You can keep that going at home:

  • Get outside more, even if it’s just local parks
  • Point out birds, bugs, weather changes, stay curious
  • Set aside regular screen-free time
  • Talk about why nature matters

The trip becomes a starting point. A reminder. A way to rethink how your family spends time.

It’s About Balance, Not Perfection

Let’s be real, screens aren’t going anywhere. They’re useful. Kids learn from them, create with them, connect through them. In a lot of ways, they’re essential now.

The goal isn’t to ban screens completely. That’s not realistic or even necessary. It’s about making sure they don’t crowd out everything else.

Nature-based travel shows kids there are other ways to be engaged. Ways that don’t require constant stimulation. Ways that actually feel good.

A lot of parents notice something after a trip like this: kids come home more interested in playing outside, reading, doing quieter activities. It might not last forever, but even temporarily, it shifts something.

Why It Matters

So much of childhood happens indoors now.
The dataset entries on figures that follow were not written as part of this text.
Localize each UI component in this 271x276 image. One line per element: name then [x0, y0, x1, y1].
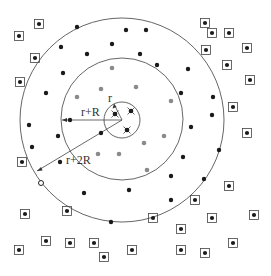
- black-node: [30, 145, 34, 149]
- gray-node: [134, 85, 139, 90]
- boxed-node: [229, 239, 238, 248]
- black-node: [202, 177, 206, 181]
- gray-node: [142, 141, 147, 146]
- black-node: [85, 52, 89, 56]
- boxed-node: [201, 19, 210, 28]
- label-r: r: [108, 91, 112, 105]
- black-node: [186, 67, 190, 71]
- boxed-node: [100, 253, 109, 262]
- boxed-node: [243, 44, 252, 53]
- black-node: [68, 118, 72, 122]
- boxed-node: [208, 214, 217, 223]
- boxed-node: [177, 225, 186, 234]
- black-node: [110, 42, 114, 46]
- black-node: [155, 63, 159, 67]
- boxed-node: [66, 239, 75, 248]
- black-node: [179, 91, 183, 95]
- gray-node: [145, 168, 150, 173]
- boxed-node: [229, 103, 238, 112]
- black-node: [181, 155, 185, 159]
- ring-diagram: r r+R r+2R: [0, 0, 271, 276]
- boxed-node: [225, 29, 234, 38]
- radius-dimensions: r r+R r+2R: [37, 91, 122, 171]
- black-node: [75, 25, 79, 29]
- black-node: [144, 28, 148, 32]
- black-node: [124, 28, 128, 32]
- black-node: [109, 220, 113, 224]
- black-node: [44, 91, 48, 95]
- gray-node: [110, 66, 115, 71]
- boxed-node: [16, 78, 25, 87]
- black-node: [138, 52, 142, 56]
- boxed-node: [250, 211, 259, 220]
- gray-node: [99, 87, 104, 92]
- radius-r-plus-2R-arrowhead: [37, 167, 43, 171]
- boxed-node: [90, 239, 99, 248]
- boxed-node: [202, 46, 211, 55]
- center-nodes: [112, 108, 135, 134]
- boxed-node: [21, 210, 30, 219]
- gray-node: [96, 152, 101, 157]
- open-nodes: [39, 181, 44, 186]
- black-node: [217, 148, 221, 152]
- black-node: [59, 45, 63, 49]
- black-node: [27, 123, 31, 127]
- gray-node: [75, 95, 80, 100]
- black-node: [61, 71, 65, 75]
- black-node: [99, 131, 103, 135]
- boxed-node: [243, 129, 252, 138]
- black-node: [211, 95, 215, 99]
- black-node: [56, 134, 60, 138]
- black-node: [169, 174, 173, 178]
- boxed-node: [42, 237, 51, 246]
- label-r-plus-2R: r+2R: [66, 153, 91, 167]
- boxed-node: [128, 246, 137, 255]
- black-node: [169, 198, 173, 202]
- boxed-node: [246, 76, 255, 85]
- gray-node: [169, 99, 174, 104]
- boxed-node: [18, 158, 27, 167]
- black-node: [210, 113, 214, 117]
- radius-r-plus-R-arrowhead: [62, 118, 67, 122]
- boxed-node: [201, 249, 210, 258]
- gray-node: [162, 134, 167, 139]
- gray-node: [117, 152, 122, 157]
- boxed-node: [225, 182, 234, 191]
- center-node: [124, 127, 131, 134]
- black-node: [58, 160, 62, 164]
- center-node: [128, 108, 135, 115]
- boxed-node: [15, 246, 24, 255]
- center-node: [112, 111, 119, 118]
- black-node: [189, 125, 193, 129]
- boxed-node: [208, 29, 217, 38]
- black-node: [82, 191, 86, 195]
- boxed-node: [15, 32, 24, 41]
- boxed-node: [223, 61, 232, 70]
- label-r-plus-R: r+R: [81, 105, 100, 119]
- boxed-node: [177, 246, 186, 255]
- open-node: [39, 181, 44, 186]
- boxed-node: [35, 20, 44, 29]
- black-node: [127, 188, 131, 192]
- boxed-node: [191, 196, 200, 205]
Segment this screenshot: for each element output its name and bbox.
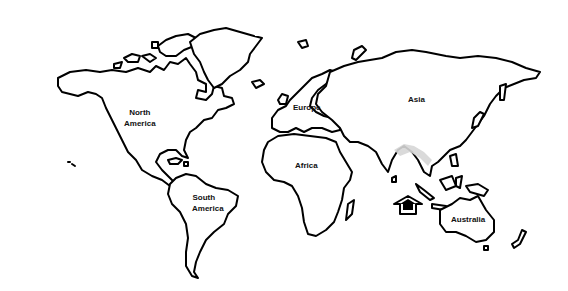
- label-line: South: [184, 192, 224, 203]
- tasmania-shape: [484, 246, 488, 250]
- borneo-shape: [440, 176, 456, 190]
- label-australia: Australia: [451, 214, 485, 225]
- world-map: [0, 0, 568, 291]
- label-line: America: [124, 118, 156, 129]
- label-line: Australia: [451, 214, 485, 225]
- label-north-america: North America: [124, 107, 156, 129]
- britain-shape: [278, 94, 288, 104]
- arctic-island: [152, 42, 158, 48]
- madagascar-shape: [346, 200, 354, 220]
- label-line: Europe: [293, 102, 321, 113]
- africa-shape: [262, 134, 352, 236]
- sulawesi-shape: [456, 176, 462, 188]
- label-africa: Africa: [295, 160, 318, 171]
- label-line: North: [124, 107, 156, 118]
- label-asia: Asia: [408, 94, 425, 105]
- svalbard-shape: [298, 40, 308, 48]
- arctic-island: [114, 62, 122, 68]
- new-zealand-shape: [512, 230, 526, 248]
- caribbean-islands: [168, 158, 182, 164]
- new-guinea-shape: [466, 184, 488, 196]
- south-america-shape: [168, 174, 238, 278]
- label-south-america: South America: [184, 192, 224, 214]
- greenland-shape: [190, 28, 262, 88]
- aleutian-islands: [68, 162, 75, 166]
- sri-lanka-shape: [392, 176, 396, 182]
- arctic-island: [142, 54, 156, 62]
- house-icon[interactable]: [394, 196, 422, 214]
- label-line: Asia: [408, 94, 425, 105]
- iceland-shape: [252, 80, 264, 88]
- philippines-shape: [450, 154, 458, 166]
- sumatra-shape: [416, 184, 434, 200]
- label-line: Africa: [295, 160, 318, 171]
- caribbean-islands: [184, 162, 188, 166]
- sakhalin-shape: [500, 84, 506, 100]
- novaya-zemlya: [352, 46, 366, 60]
- label-line: America: [192, 203, 224, 214]
- arctic-island: [124, 54, 140, 62]
- label-europe: Europe: [293, 102, 321, 113]
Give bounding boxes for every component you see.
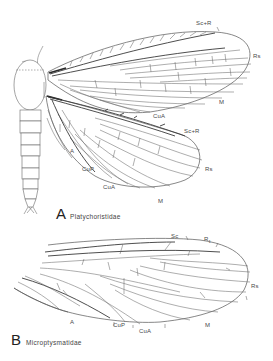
label-b-r1: R1 xyxy=(204,236,211,244)
label-hindwing-sc-r: Sc+R xyxy=(184,128,200,134)
panel-b-letter: B xyxy=(11,332,21,347)
label-hindwing-cua: CuA xyxy=(103,184,115,190)
panel-b-wing xyxy=(14,236,250,328)
label-hindwing-a: A xyxy=(70,148,74,154)
panel-a-family-name: Platychoristidae xyxy=(70,214,121,221)
label-b-a: A xyxy=(70,319,74,325)
label-forewing-m: M xyxy=(219,99,224,105)
label-hindwing-m: M xyxy=(158,198,163,204)
label-hindwing-cup: CuP xyxy=(82,166,94,172)
label-b-sc: Sc xyxy=(171,233,178,239)
label-hindwing-rs: Rs xyxy=(205,166,213,172)
label-forewing-cua: CuA xyxy=(153,113,165,119)
label-forewing-rs: Rs xyxy=(253,53,261,59)
panel-a-insect-body xyxy=(14,46,46,214)
label-b-cup: CuP xyxy=(113,322,125,328)
label-b-r1-sub: 1 xyxy=(209,239,211,244)
label-b-cua: CuA xyxy=(139,328,151,334)
panel-a-letter: A xyxy=(56,206,66,221)
panel-b-family-name: Microptysmatidae xyxy=(26,340,82,347)
label-forewing-sc-r: Sc+R xyxy=(196,20,212,26)
label-b-m: M xyxy=(205,322,210,328)
wing-venation-figure: Sc+R Rs M CuA Sc+R Rs A CuP CuA M A Plat… xyxy=(0,0,273,361)
panel-a-hindwing xyxy=(44,82,202,188)
label-b-rs: Rs xyxy=(251,283,259,289)
venation-drawing xyxy=(0,0,273,361)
Reconnecting kids with nature, really experiencing it, feels more important than ever.

Wildlife travel gives families something rare: time to just observe, think, and be present together. No agenda, no screens, no distractions.

It’s not about checking off destinations or making Instagram-perfect memories. It’s about helping kids develop curiosity, empathy, and respect for the world around them. And often, parents rediscover those things too.

Moving from screen time to safari time isn’t about rejecting technology. It’s about balance. It’s about showing our kids that the world beyond the screen is huge, wild, surprising, and absolutely worth their attention.

Like this post? Check out some of my other screen time content.